A Tale of Two Bridges. Making the Transition

Bridges are so symbolic, all about connecting two sides of a divide, and the process of transition from one to the other. When I started this website I was still back in winter Britain, living in a small market town in County Durham. I would go twice a week into the historical city of Durham, and, having found a café to my liking, I began to develop what would be the signature website for this new stage of Pilgrimage. I wanted it to be ready to pick up the narrative themes when I was ready to write in India.

The view from the café looked out over the medieval footbridge across the River Wear, with the castle and cathedral looming darkly over the town. When I first came here, a busker played folk music on an electric mandolin – Scarborough Fair – that very evocative poignant English folk song popularised by Simon and Garfunkle, that set the tone for the weeks that panned out from then, mostly cold and bleak as January and Febuary wore slowly by. Subsequently the bridge was more often taken over by ranting evangelists preaching God, Jesus and the Bible to the crowds of deaf uninterested passersby. It felt sad to see them, in that they clearly had no insight into how the whole numinous and associated narrative energy had long moved on, leaving them proclaiming a faith in long redundant language that no-one wanted to hear. And I sometimes thought about what it might take to catch people’s attention because I certainly think that the majority of folk are lost and seeking something in their lives, to lift them out of slavish dependency on the arid material and secular world they are embedded in, and give them some confidence in a different, more transcendent vision.
Here in the Durham café I conceived the new website and an Instagram account to complement it, for the journey itself and the temple visits that I planned to be making again, in the way I had during the first.

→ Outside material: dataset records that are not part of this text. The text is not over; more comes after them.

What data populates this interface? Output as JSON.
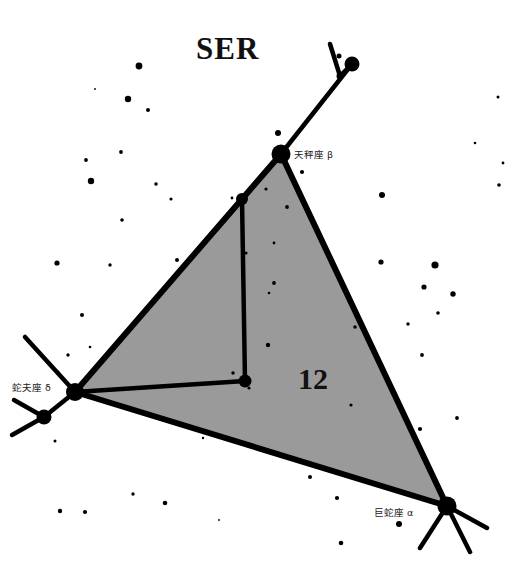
{
  "chart_data": {
    "type": "scatter",
    "title": "SER",
    "subtitle": "",
    "xlabel": "",
    "ylabel": "",
    "grid": false,
    "legend_position": "none",
    "region_number": "12",
    "background_color": "#ffffff",
    "polygon_fill_color": "#9a9a9a",
    "line_color": "#000000",
    "star_color": "#000000",
    "axis_ranges": {
      "x": [
        0,
        513
      ],
      "y": [
        0,
        565
      ]
    },
    "boundary_polygon": [
      [
        281,
        154
      ],
      [
        447,
        506
      ],
      [
        75,
        392
      ]
    ],
    "named_stars": [
      {
        "label": "天秤座 β",
        "x": 281,
        "y": 154,
        "r": 9.5,
        "label_x": 294,
        "label_y": 150
      },
      {
        "label": "蛇夫座 δ",
        "x": 75,
        "y": 392,
        "r": 9.0,
        "label_x": 12,
        "label_y": 383
      },
      {
        "label": "巨蛇座 α",
        "x": 447,
        "y": 506,
        "r": 9.5,
        "label_x": 374,
        "label_y": 508
      }
    ],
    "constellation_line_stars": [
      {
        "x": 281,
        "y": 154,
        "r": 9.5
      },
      {
        "x": 242,
        "y": 199,
        "r": 6.0
      },
      {
        "x": 245,
        "y": 381,
        "r": 6.5
      },
      {
        "x": 75,
        "y": 392,
        "r": 9.0
      },
      {
        "x": 44,
        "y": 417,
        "r": 7.5
      },
      {
        "x": 447,
        "y": 506,
        "r": 9.5
      },
      {
        "x": 352,
        "y": 64,
        "r": 7.5
      },
      {
        "x": 340,
        "y": 76,
        "r": 3.5
      },
      {
        "x": 339,
        "y": 56,
        "r": 2.5
      }
    ],
    "constellation_lines": [
      {
        "from": [
          281,
          154
        ],
        "to": [
          352,
          64
        ]
      },
      {
        "from": [
          352,
          64
        ],
        "to": [
          340,
          76
        ]
      },
      {
        "from": [
          340,
          76
        ],
        "to": [
          330,
          44
        ]
      },
      {
        "from": [
          242,
          199
        ],
        "to": [
          245,
          381
        ]
      },
      {
        "from": [
          245,
          381
        ],
        "to": [
          75,
          392
        ]
      },
      {
        "from": [
          75,
          392
        ],
        "to": [
          25,
          337
        ]
      },
      {
        "from": [
          75,
          392
        ],
        "to": [
          44,
          417
        ]
      },
      {
        "from": [
          44,
          417
        ],
        "to": [
          14,
          400
        ]
      },
      {
        "from": [
          44,
          417
        ],
        "to": [
          12,
          435
        ]
      },
      {
        "from": [
          447,
          506
        ],
        "to": [
          420,
          548
        ]
      },
      {
        "from": [
          447,
          506
        ],
        "to": [
          470,
          552
        ]
      },
      {
        "from": [
          447,
          506
        ],
        "to": [
          487,
          528
        ]
      }
    ],
    "background_stars": [
      {
        "x": 139,
        "y": 66,
        "r": 3.4
      },
      {
        "x": 128,
        "y": 99,
        "r": 3.2
      },
      {
        "x": 148,
        "y": 110,
        "r": 2.0
      },
      {
        "x": 121,
        "y": 152,
        "r": 1.9
      },
      {
        "x": 86,
        "y": 160,
        "r": 1.9
      },
      {
        "x": 91,
        "y": 181,
        "r": 3.2
      },
      {
        "x": 156,
        "y": 184,
        "r": 1.8
      },
      {
        "x": 171,
        "y": 199,
        "r": 1.6
      },
      {
        "x": 122,
        "y": 220,
        "r": 1.8
      },
      {
        "x": 57,
        "y": 263,
        "r": 2.6
      },
      {
        "x": 110,
        "y": 265,
        "r": 1.7
      },
      {
        "x": 82,
        "y": 315,
        "r": 2.0
      },
      {
        "x": 95,
        "y": 89,
        "r": 0.9
      },
      {
        "x": 133,
        "y": 494,
        "r": 1.7
      },
      {
        "x": 60,
        "y": 511,
        "r": 2.2
      },
      {
        "x": 85,
        "y": 512,
        "r": 2.1
      },
      {
        "x": 165,
        "y": 503,
        "r": 2.3
      },
      {
        "x": 203,
        "y": 438,
        "r": 1.2
      },
      {
        "x": 90,
        "y": 347,
        "r": 1.3
      },
      {
        "x": 58,
        "y": 372,
        "r": 1.5
      },
      {
        "x": 68,
        "y": 355,
        "r": 1.7
      },
      {
        "x": 108,
        "y": 403,
        "r": 1.7
      },
      {
        "x": 55,
        "y": 441,
        "r": 1.5
      },
      {
        "x": 278,
        "y": 133,
        "r": 3.0
      },
      {
        "x": 302,
        "y": 172,
        "r": 2.1
      },
      {
        "x": 266,
        "y": 189,
        "r": 1.6
      },
      {
        "x": 287,
        "y": 207,
        "r": 1.9
      },
      {
        "x": 246,
        "y": 253,
        "r": 1.6
      },
      {
        "x": 274,
        "y": 243,
        "r": 1.4
      },
      {
        "x": 274,
        "y": 283,
        "r": 1.9
      },
      {
        "x": 269,
        "y": 293,
        "r": 1.3
      },
      {
        "x": 355,
        "y": 327,
        "r": 1.8
      },
      {
        "x": 268,
        "y": 345,
        "r": 2.2
      },
      {
        "x": 233,
        "y": 373,
        "r": 1.7
      },
      {
        "x": 249,
        "y": 388,
        "r": 1.6
      },
      {
        "x": 232,
        "y": 198,
        "r": 1.4
      },
      {
        "x": 382,
        "y": 195,
        "r": 3.0
      },
      {
        "x": 499,
        "y": 185,
        "r": 1.8
      },
      {
        "x": 381,
        "y": 262,
        "r": 2.6
      },
      {
        "x": 435,
        "y": 265,
        "r": 3.6
      },
      {
        "x": 424,
        "y": 287,
        "r": 2.6
      },
      {
        "x": 453,
        "y": 294,
        "r": 2.7
      },
      {
        "x": 438,
        "y": 313,
        "r": 1.8
      },
      {
        "x": 408,
        "y": 324,
        "r": 1.7
      },
      {
        "x": 422,
        "y": 355,
        "r": 1.9
      },
      {
        "x": 457,
        "y": 418,
        "r": 1.9
      },
      {
        "x": 420,
        "y": 429,
        "r": 2.1
      },
      {
        "x": 351,
        "y": 405,
        "r": 1.6
      },
      {
        "x": 498,
        "y": 97,
        "r": 1.5
      },
      {
        "x": 475,
        "y": 143,
        "r": 1.3
      },
      {
        "x": 503,
        "y": 163,
        "r": 1.4
      },
      {
        "x": 310,
        "y": 477,
        "r": 2.0
      },
      {
        "x": 337,
        "y": 498,
        "r": 2.1
      },
      {
        "x": 399,
        "y": 524,
        "r": 3.0
      },
      {
        "x": 341,
        "y": 543,
        "r": 2.3
      },
      {
        "x": 280,
        "y": 455,
        "r": 1.1
      },
      {
        "x": 219,
        "y": 520,
        "r": 0.9
      },
      {
        "x": 177,
        "y": 260,
        "r": 2.0
      }
    ]
  },
  "labels": {
    "title": "SER",
    "region_number": "12",
    "star_libra_beta": "天秤座 β",
    "star_ophiuchus_delta": "蛇夫座 δ",
    "star_serpens_alpha": "巨蛇座 α"
  }
}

I had no prior experience whatever of Instagram and a poor enough opinion of it, so it felt odd to be forcing myself to engage with a world that functioned so exclusively on self promotion, which is not ever a quality I would associate with the dynamics of spiritual journeying and the seeking of enlightenment, being pretty much focussed upon narrow notions of egoic identity in the secular world. And I had no idea how to go about capturing the generality of peoples’ interest in the strange dynamics that, to an outside observer, could too readily present as random wanderings and temple tourism that had marked the first Pilgrimage stage from 2019 through to 2022.
I have now been back here three weeks, and look out over such a vastly different scene, of the famous Ram Jhula bridge over the Ganges. The cold bleak winter leading up to Christmas and early spring days of the north of England have now long evaporated, to seem as though they really were more a dream, although well do I remember my frustration at how slowly time seemed to move then, and what twelve remaining weeks to the departure date felt like.

With three difficult transitional weeks behind me now, inevitably confronting the sorts of issues that had all played an important part in my demise here the previous year (https://turbulentpriest.net/2024/02/13/was-it-all-a-dream/) I now face the yawning open space of the rest of my time here, and whatever that will prove to be. It is my plan to go shortly up into the mountains to the region I have long associated with the sublimest experiences of the first Pilgrimage: Thais Dharali, some 15 kilometres outside of Gangotri itself, where the Bhagirathi River, one of two headstreams of the Ganges, is accessible by foot, when mostly it flows through deepcut gorges. There you find the ancient sunken temple of Kalp Kedar, same age as Kedarnath, some 700 years old, where I have carried out private pujas, including what I termed the ‘rite of termination’ to formally end the 2019-2022 Pilgrimage cycle. Inevitably it carries such special memories and seems to me to be the best place to start this new Pilgrimage stage, phoenix style, where the first ended.